Firefox 3 is based on the new Gecko 1.9 Web rendering platform, which has been under development for the past 28 months and includes nearly 2 million lines of code changes, fixing more than 11,000 issues.
Gecko 1.9 includes some major re-architecting for performance, stability, correctness, and code simplification and sustainability. Firefox 3 has been built on top of this new platform resulting in a more secure, easier to use, more personal product with a lot under the hood to offer website and Firefox add-on developers.
Firefox 3 Beta 2 includes approximately 900 improvements over the previous beta, including fixes for stability, performance, memory usage, platform enhancements and user interface improvements. Many of these improvements were based on community feedback from the previous beta.
Improved Performance
- Reliability: A user's bookmarks, history, cookies, and preferences are now stored in a transactionally secure database format which will prevent data loss even if their system crashes.
- Speed: Major architectural changes (such as the move to Cairo and a rewrite to how reflowing a page layout works) put foundations in place for major performance tuning which have resulted in speed increases in Beta 2, and will show further gains in future Beta releases.
- Memory usage: Over 300 individual memory leaks have been plugged, and a new XPCOM cycle collector completely eliminates many more. Developers are continuing to work on optimizing memory use (by releasing cached objects more quickly) and reducing fragmentation. Beta 2 includes over 30 more memory leak fixes, and 11 improvements to our memory footprint.
Easier to Use
- Easier password management: an information bar replaces the old password dialog so you can now save passwords after a successful login.
- Simplified add-on installation: the add-ons whitelist has been removed making it possible to install extensions from third-party sites in fewer clicks.
- New Download Manager: the revised download manager makes it much easier to locate downloaded files, and displays where a file came from.
- Resumable downloading: users can now resume downloads after restarting the browser or resetting your network connection.
- Full page zoom: from the View menu and via keyboard shortcuts, the new zooming feature lets you zoom in and out of entire pages, scaling the layout, text and images.
- Tab scrolling and quickmenu: tabs are easier to locate with the new tab scrolling and tab quickmenu.
- Save what you were doing: Firefox will prompt users to save tabs on exit.
- Optimized Open in Tabs behavior: opening a folder of bookmarks in tabs now appends the new tabs rather than overwriting.
- Location and Search bar size can now be customized with a simple resizer item.
- Text selection improvements: multiple text selections can be made with Ctrl/Cmd; double-click drag selects in "word-by-word" mode; triple-clicking selects a paragraph.
- Find toolbar: the Find toolbar now opens with the current selection.
- Plugin management: users can disable individual plugins in the Add-on Manager.
- Integration with Vista: Firefox's menus now display using Vista's native theme.
- Integration with the Mac: Firefox now uses the OS X spellchecker and supports Growl for notifications of completed downloads and available updates.
- Integration with Linux: Firefox's default icons, buttons, and menu styles now use the native GTK theme.
- Star button: quickly add bookmarks from the location bar with a single click; a second click lets you file and tag them.
- Tags: associate keywords with your bookmarks to sort them by topic.
- Location bar & auto-complete: type in all or part of the title, tag or address of a page to see a list of matches from your history and bookmarks; a new display makes it easier to scan through the matching results and find that page you're looking for.
- Smart Bookmarks Folder: quickly access your recently bookmarked and tagged pages, as well as your more frequently visited pages with the new smart bookmarks folder on your bookmark toolbar.
- Places Organizer: view, organize and search through all of your bookmarks, tags, and browsing history with multiple views and smart folders to store your frequent searches.
- Web-based protocol handlers: web applications, such as your favorite webmail provider, can now be used instead of desktop applications for handling mailto: links from other sites. Similar support is available for other protocols (Web applications will have to first enable this by registering as handlers with Firefox).
- Easy to use Download Actions: a new Applications preferences pane provides a better UI for configuring handlers for various file types and protocol schemes.
You can download this second beta release of Firefox at here.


* Task goal: Below, some lines carry pictures; leave those pictures out and retype exactly the lines from the one with "is (583, 1192)." through the one with "Describe the element at coordinates (906, 94)".
*** Input for this task ***
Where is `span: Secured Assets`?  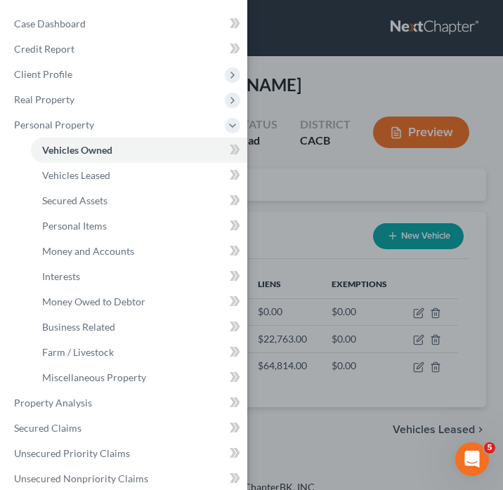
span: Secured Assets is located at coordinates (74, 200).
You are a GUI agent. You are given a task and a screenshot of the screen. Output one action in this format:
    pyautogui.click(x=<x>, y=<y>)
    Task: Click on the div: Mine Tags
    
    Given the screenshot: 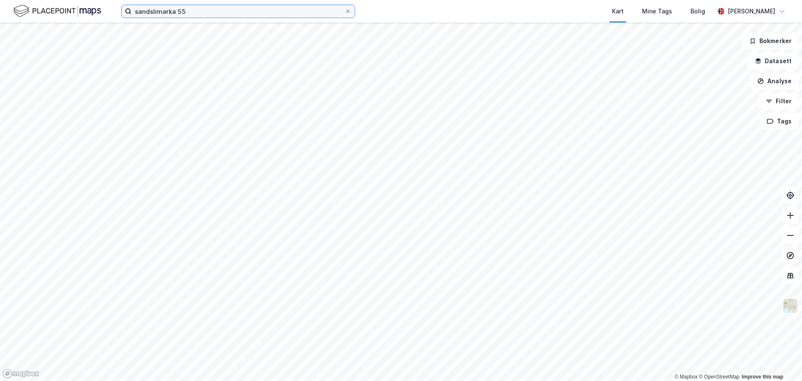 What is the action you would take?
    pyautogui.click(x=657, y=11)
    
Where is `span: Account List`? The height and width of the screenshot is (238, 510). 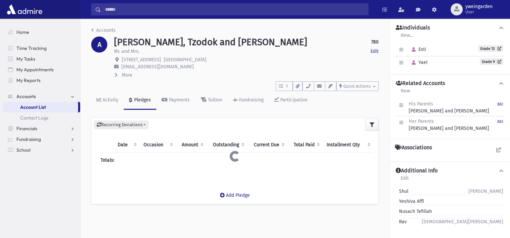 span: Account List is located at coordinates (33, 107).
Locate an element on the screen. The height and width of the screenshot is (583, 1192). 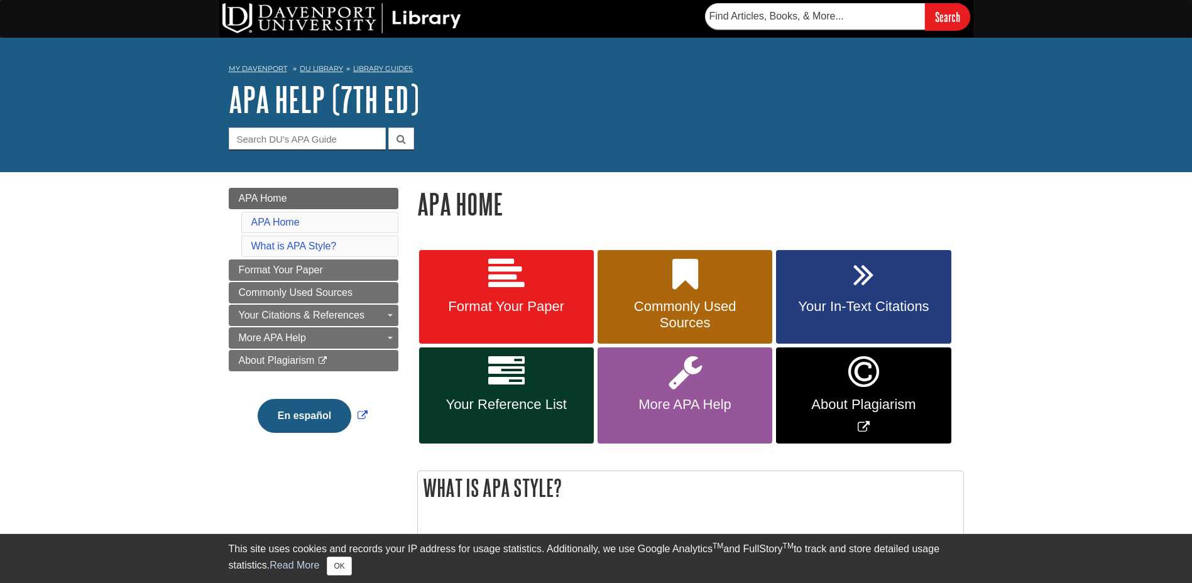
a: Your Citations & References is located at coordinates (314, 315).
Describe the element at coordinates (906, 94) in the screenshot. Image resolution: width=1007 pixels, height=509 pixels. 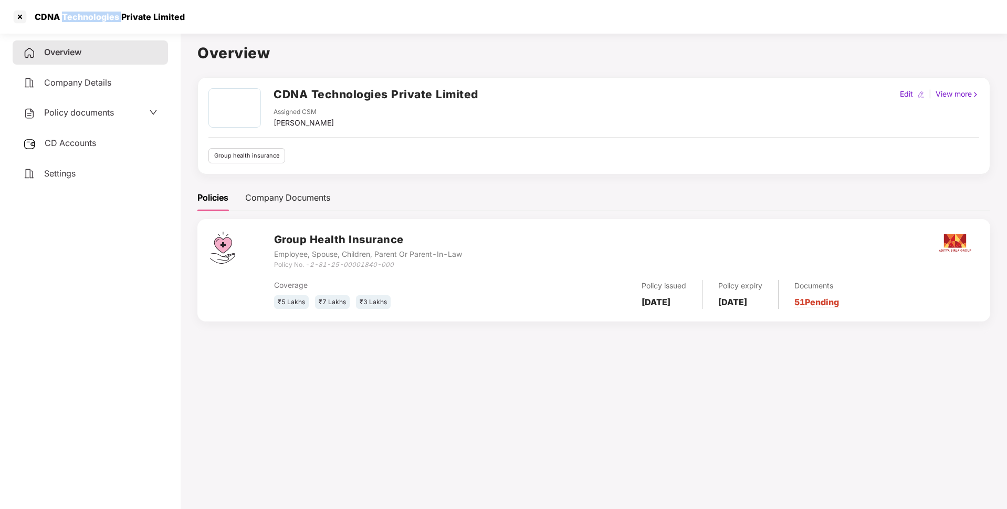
***
*** Input for this task ***
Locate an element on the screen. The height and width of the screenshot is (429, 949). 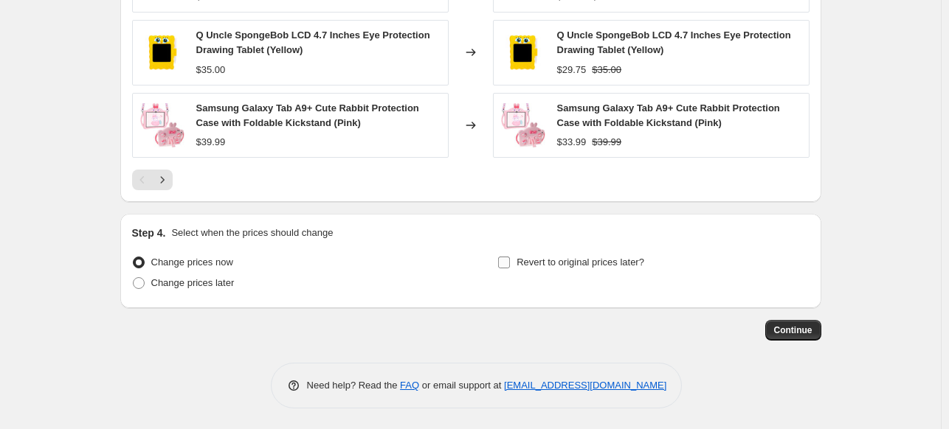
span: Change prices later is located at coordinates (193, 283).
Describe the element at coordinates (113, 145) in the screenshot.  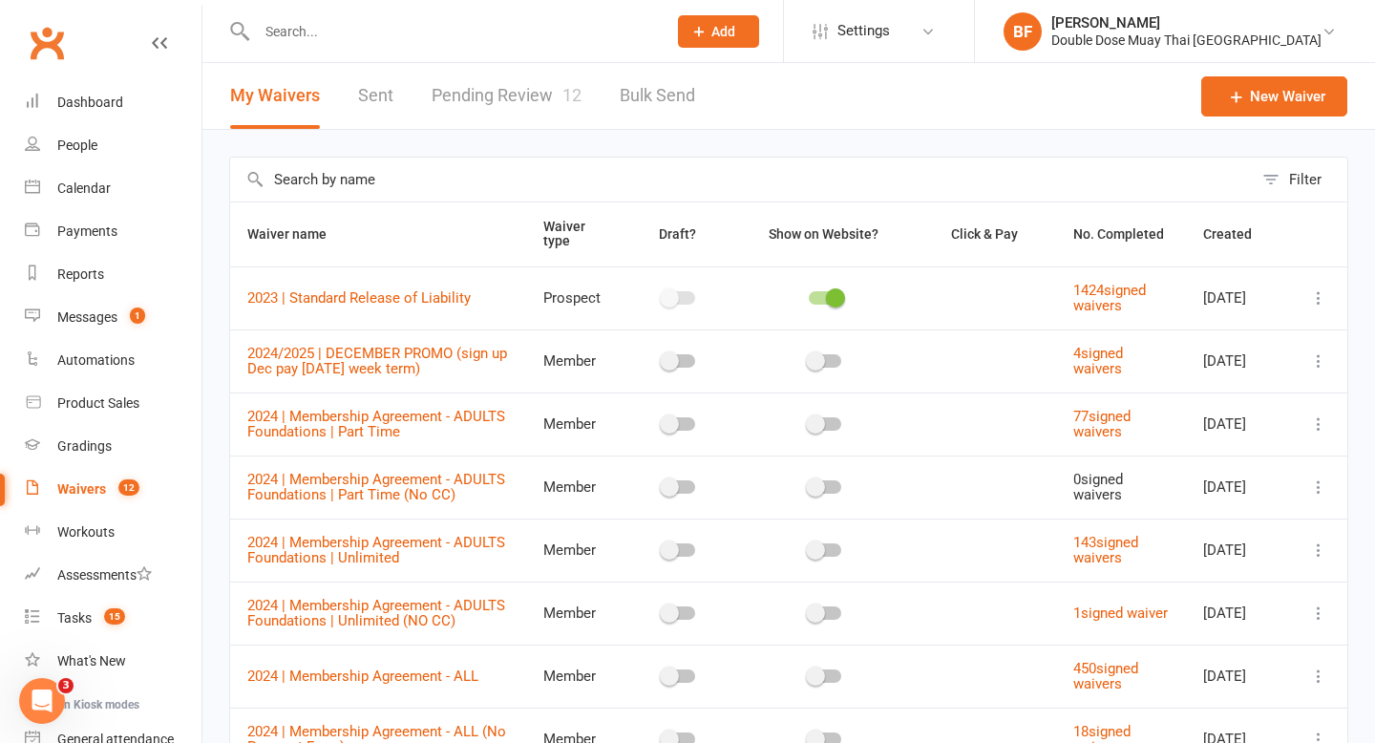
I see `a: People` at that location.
***
* Finished task:
Locate an element on the screen. The height and width of the screenshot is (583, 1192). 
a: Your Citations & References is located at coordinates (314, 315).
Describe the element at coordinates (906, 94) in the screenshot. Image resolution: width=1007 pixels, height=509 pixels. 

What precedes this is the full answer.